Last week, I remembered, she had commented on how pretty and shiny the light gleamed off of the engravings.

A hand tapped my shoulder. “General, we're ready to close up,” a voice whispered in my ear.

I raised my hand in a stiff motion that could pass as a wave. The flash of anger passing, Vicky grinned, and waved one hand at the screen. Then her image faded into yellow.

I put a hand to my head.

“I'm sorry for your loss,” said General Keenan. I swallowed the urge to punch him in his fat belly. His children were all grown up. HIS children were safe on the ship. Besides, he had never given
birth
to any of them. Never
grown
any of them, never
suckled
or
cuddled
or
LOVED –

One of the Generals asked if I wanted to watch the demolition. I declined, and instead retreated to the elevator and, eventually, my room. The mattress was a plush comfort beneath my legs. I dimmed the lights until the ceiling was only a few faint blue degrees above black.

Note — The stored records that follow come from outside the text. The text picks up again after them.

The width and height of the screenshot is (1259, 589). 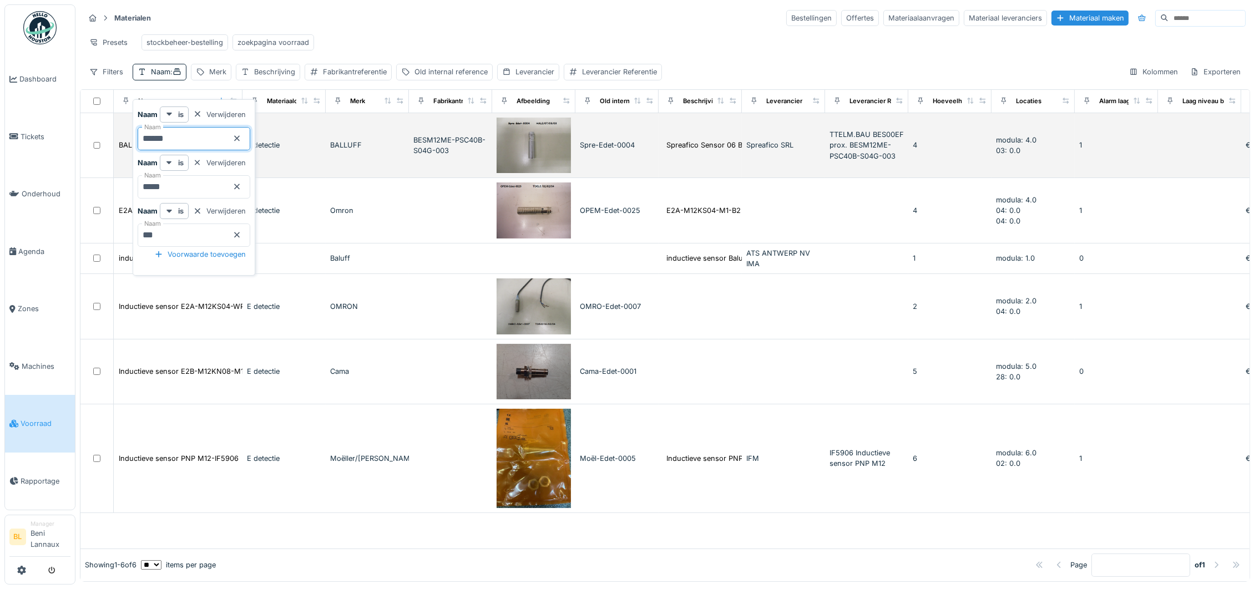 What do you see at coordinates (295, 101) in the screenshot?
I see `div: Materiaalcategorie` at bounding box center [295, 101]. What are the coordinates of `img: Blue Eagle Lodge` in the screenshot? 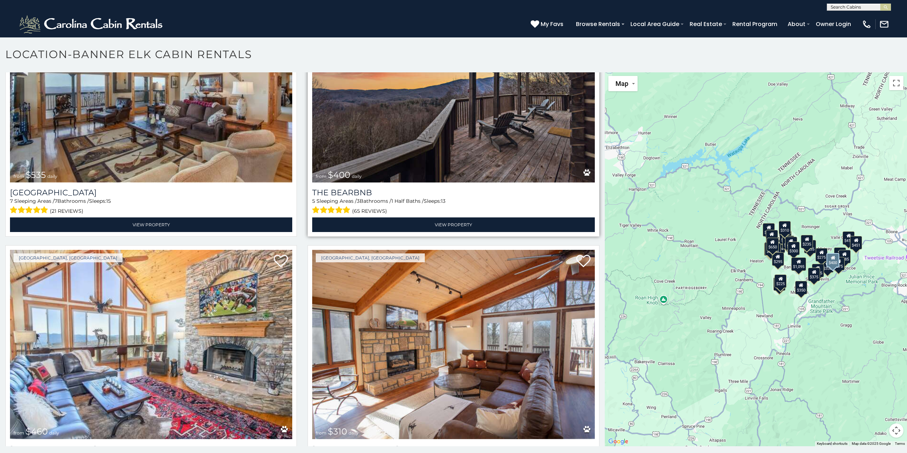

For a moment, in my head, I was watching Earth. Seeing red fire shoot out from the center, blowing off layers of atmosphere as they burned. The fire grew, the oceans were vaporized in a salty haze … then the ground cracked apart and blew outward, boiling deep red. And then it was over.

ABOUT THE AUTHOR

Nicole Tanquary is a writer who enjoys working with the 'speculative' genres. She has had pieces published by a menagerie of venues, including Something Wicked, The Colored Lens, Isotropic Fiction, The Again, Kzine, and, most recently, Plasma Frequency Magazine. She lives in central New York State, where she attends school and spends a lot of time in her head, which, fortunately, is an interesting place to be.